Specialist cover
for the trades
others won’t touch.
Demolition. Asbestos removal. Hot works. Work at height. Environmental impairment. The trades the high-street panel declines. The trades we built the practice around.

What a portal
can’t tell an underwriter.
Whether your demolition supervisor holds the CCDO card. How far the nearest occupied building sits from the drop zone. What your permit-to-work regime looks like on a Sunday. Whether the asbestos survey was a management survey or a full refurbishment and demolition survey.
These are the details that move a declination to an acceptance — and a standard rate to a competitive one. We know the questions because we’ve had the conversations. That’s why our clients get cover other brokers can’t place.
Twelve questions
we’re asked every week.
Plain-English answers. If yours isn’t here, call us on 01455 244630 and we’ll talk it through directly.
Yes, in most cases. Insurers are cautious with smaller demolition firms, but the market will engage if your training records (NFDC, CITB), method statements, and claims history are in order. The conversation usually starts with us walking an underwriter through your recent jobs, not a portal form. We hold a book of demolition contractors across a range of turnover sizes.
It depends on the claim type, the cause, and what has changed since. A single fire-from-hot-works claim is often recoverable with a tightened permit-to-work regime. A pattern of fall-from-height EL claims needs more substantive answers. Bring us the renewal early, six weeks minimum and ideally eight, and we will work through the market with you.
Our new business team will work as hard as it takes. If your renewal is tomorrow, we will do everything we can to get terms on the table. How quickly we can move depends on what you give us. A complete submission with training records, method statements, and claims history lets us go straight to underwriters. The more you give us upfront, the faster we move.
We do not handle the HSE licence itself; that sits between you and the HSE. We do place the cover the licence application needs evidence of, and we are happy to sense-check your H&S consultant's work before submission. Where asbestos is part of a wider demolition package, we handle both as one programme.
It covers liability from the release of asbestos fibres during the works, so third-party bodily injury and property contamination. It does not cover the cost of removing your own contamination from site, nor known ACMs left in place where the contract excludes them. Wording differs between insurers and we will walk through the specific clauses with you.
Most policies carry a hot works permit warranty and a 24-hour fire-watch condition, regardless of day. Some tighten further outside normal working hours. Declare the working pattern at submission; if it comes to light later it can become a coverage issue.
Yes. Where your work creates environmental exposure, such as demolition near watercourses, asbestos-bearing structures, or work close to fuel storage, we can arrange a separate Environmental Impairment Liability policy. Whether you need one, and at what limit, depends on your specific situation. We will talk through your exposure and advise accordingly.
It varies depending on your turnover, claims history, and the nature of the work you do. We can adjust the excess up or down to move the premium and there is usually a clear point where it makes sense to do so. We will show you the options at quote stage.
Not automatically. Airside work is a specific risk. The proximity to aircraft, live taxiways, and the airport operator's permit-to-work regime all change the picture, and most standard construction policies are silent on it at best. We place airside extensions for construction contractors regularly. What we need from you is the nature of the works, how operatives will be managed in the restricted zone, and a copy of the operator's contract requirements. Bring us that before you mobilise.
Yes. Both are common in airside contracts. The right limit depends on the airport and the scope of works and we will advise what the market expects. The additional insured wording needs checking too; some operators have standard clauses that go further than a basic endorsement will cover. We look at the operator's contract before we place the cover, not after.
Yes. Some policies exclude it outright; others attach conditions that are easy to miss. Insurers want to know about operative competency, the relevant confined space tickets, what atmosphere monitoring is in place, and whether entries are supervised or lone working. Declare it at submission. Left undeclared, it becomes a coverage argument exactly when you do not want one.
There can be. Contaminated land work sometimes needs an Environmental Impairment Liability extension, particularly where disturbing or spreading existing contamination is a real possibility. Working near live buried gas, electricity, or water mains increases the liability exposure and some insurers impose conditions around ground investigation and permit-to-dig. Both need to be on the submission rather than discovered at claim.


• **Task statement**: Where does the string "upper" appear in the material? Copy each line that holds it.

• **Data supplied**:
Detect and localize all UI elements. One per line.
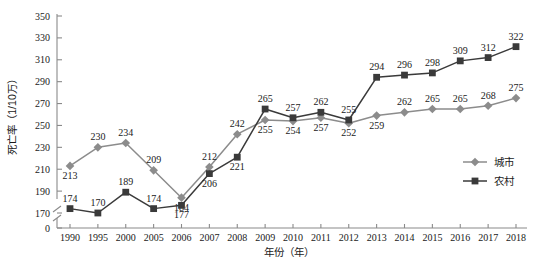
data-point-label: 177 xyxy=(174,209,189,220)
legend-label: 城市 xyxy=(494,156,514,168)
x-tick-label: 2015 xyxy=(422,232,442,243)
data-point-label: 230 xyxy=(90,131,105,142)
data-point-label: 312 xyxy=(481,42,496,53)
data-point-label: 174 xyxy=(146,193,161,204)
data-point-marker xyxy=(513,43,520,50)
data-point-marker xyxy=(400,108,409,117)
x-tick-label: 2011 xyxy=(311,232,331,243)
data-point-label: 255 xyxy=(258,124,273,135)
data-point-label: 257 xyxy=(286,102,301,113)
data-point-marker xyxy=(122,189,129,196)
data-point-label: 212 xyxy=(202,151,217,162)
data-point-marker xyxy=(262,106,269,113)
data-point-label: 170 xyxy=(90,197,105,208)
data-point-marker xyxy=(428,105,437,114)
data-point-marker xyxy=(484,101,493,110)
data-point-marker xyxy=(401,72,408,79)
data-point-label: 275 xyxy=(509,82,524,93)
data-point-marker xyxy=(94,210,101,217)
data-point-label: 262 xyxy=(397,96,412,107)
x-tick-label: 2016 xyxy=(450,232,470,243)
data-point-marker xyxy=(512,94,521,103)
series-line xyxy=(70,98,516,198)
data-point-marker xyxy=(485,54,492,61)
data-point-label: 213 xyxy=(63,170,78,181)
data-point-label: 189 xyxy=(118,176,133,187)
legend-label: 农村 xyxy=(494,175,515,187)
data-point-label: 209 xyxy=(146,154,161,165)
y-tick-label: 170 xyxy=(35,208,50,219)
x-tick-label: 2018 xyxy=(506,232,526,243)
data-point-marker xyxy=(317,109,324,116)
y-tick-label: 0 xyxy=(45,223,50,234)
x-tick-label: 2014 xyxy=(395,232,415,243)
data-point-marker xyxy=(94,143,103,152)
x-tick-label: 2010 xyxy=(283,232,303,243)
y-axis-title: 死亡率（1/10万） xyxy=(6,74,18,154)
x-tick-label: 2005 xyxy=(144,232,164,243)
y-tick-label: 250 xyxy=(35,120,50,131)
data-point-label: 298 xyxy=(425,57,440,68)
data-point-marker xyxy=(457,57,464,64)
data-point-label: 259 xyxy=(369,120,384,131)
y-tick-label: 330 xyxy=(35,32,50,43)
x-tick-label: 1995 xyxy=(88,232,108,243)
data-point-label: 296 xyxy=(397,59,412,70)
x-tick-label: 2013 xyxy=(367,232,387,243)
data-point-label: 257 xyxy=(313,122,328,133)
data-point-label: 234 xyxy=(118,127,133,138)
legend-item-urban[interactable]: 城市 xyxy=(463,156,514,168)
data-point-label: 265 xyxy=(258,93,273,104)
data-point-label: 206 xyxy=(202,178,217,189)
data-point-label: 252 xyxy=(341,127,356,138)
data-point-marker xyxy=(67,205,74,212)
x-tick-label: 2008 xyxy=(227,232,247,243)
data-point-marker xyxy=(345,117,352,124)
x-tick-label: 2000 xyxy=(116,232,136,243)
data-point-label: 242 xyxy=(230,118,245,129)
y-tick-label: 210 xyxy=(35,164,50,175)
x-tick-label: 2006 xyxy=(172,232,192,243)
data-point-marker xyxy=(471,158,480,167)
chart-canvas: 0170190210230250270290310330350199019952… xyxy=(0,0,533,259)
data-point-label: 262 xyxy=(313,96,328,107)
x-tick-label: 2007 xyxy=(199,232,219,243)
y-tick-label: 290 xyxy=(35,76,50,87)
data-point-marker xyxy=(150,205,157,212)
y-tick-label: 350 xyxy=(35,11,50,22)
data-point-marker xyxy=(290,114,297,121)
y-tick-label: 190 xyxy=(35,186,50,197)
x-tick-label: 1990 xyxy=(60,232,80,243)
data-point-marker xyxy=(206,170,213,177)
data-point-marker xyxy=(429,70,436,77)
y-tick-label: 310 xyxy=(35,54,50,65)
data-point-marker xyxy=(234,154,241,161)
data-point-marker xyxy=(456,105,465,114)
x-tick-label: 2009 xyxy=(255,232,275,243)
mortality-rate-line-chart: 0170190210230250270290310330350199019952… xyxy=(0,0,533,259)
data-point-label: 268 xyxy=(481,90,496,101)
data-point-marker xyxy=(472,178,479,185)
data-point-label: 265 xyxy=(453,93,468,104)
x-tick-label: 2017 xyxy=(478,232,498,243)
x-tick-label: 2012 xyxy=(339,232,359,243)
data-point-label: 322 xyxy=(509,31,524,42)
data-point-label: 255 xyxy=(341,104,356,115)
data-point-marker xyxy=(373,74,380,81)
data-point-label: 254 xyxy=(286,125,301,136)
data-point-label: 265 xyxy=(425,93,440,104)
data-point-label: 221 xyxy=(230,161,245,172)
data-point-label: 294 xyxy=(369,61,384,72)
legend-item-rural[interactable]: 农村 xyxy=(463,175,515,187)
y-tick-label: 270 xyxy=(35,98,50,109)
data-point-label: 174 xyxy=(63,193,78,204)
data-point-marker xyxy=(178,202,185,209)
data-point-label: 309 xyxy=(453,45,468,56)
y-tick-label: 230 xyxy=(35,142,50,153)
x-axis-title: 年份（年） xyxy=(264,246,314,258)
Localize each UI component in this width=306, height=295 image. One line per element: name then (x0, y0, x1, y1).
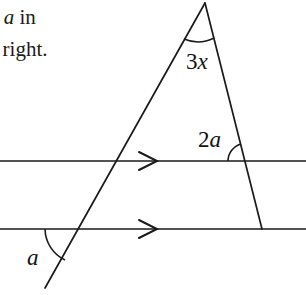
lower-angle-arc (45, 229, 65, 260)
angle-label-upper-coefficient: 2 (198, 127, 210, 152)
angle-label-upper-variable: a (210, 127, 222, 152)
diagram-canvas (0, 0, 306, 295)
angle-label-apex-variable: x (198, 49, 208, 74)
angle-label-apex: 3x (186, 50, 208, 73)
angle-label-upper: 2a (198, 128, 221, 151)
apex-angle-arc (184, 38, 214, 42)
angle-label-lower-variable: a (27, 245, 39, 270)
geometry-figure: – a in e right. 3x 2a a (0, 0, 306, 295)
transversal-left-line (45, 3, 205, 288)
angle-label-lower: a (27, 246, 39, 269)
transversal-right-line (205, 3, 262, 229)
angle-label-apex-coefficient: 3 (186, 49, 198, 74)
upper-angle-arc (228, 144, 241, 161)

• **Solution to the exercise**:
angle-label-upper-coefficient: 2 (198, 127, 210, 152)
angle-label-upper-variable: a (210, 127, 222, 152)
angle-label-upper: 2a (198, 128, 221, 151)
upper-angle-arc (228, 144, 241, 161)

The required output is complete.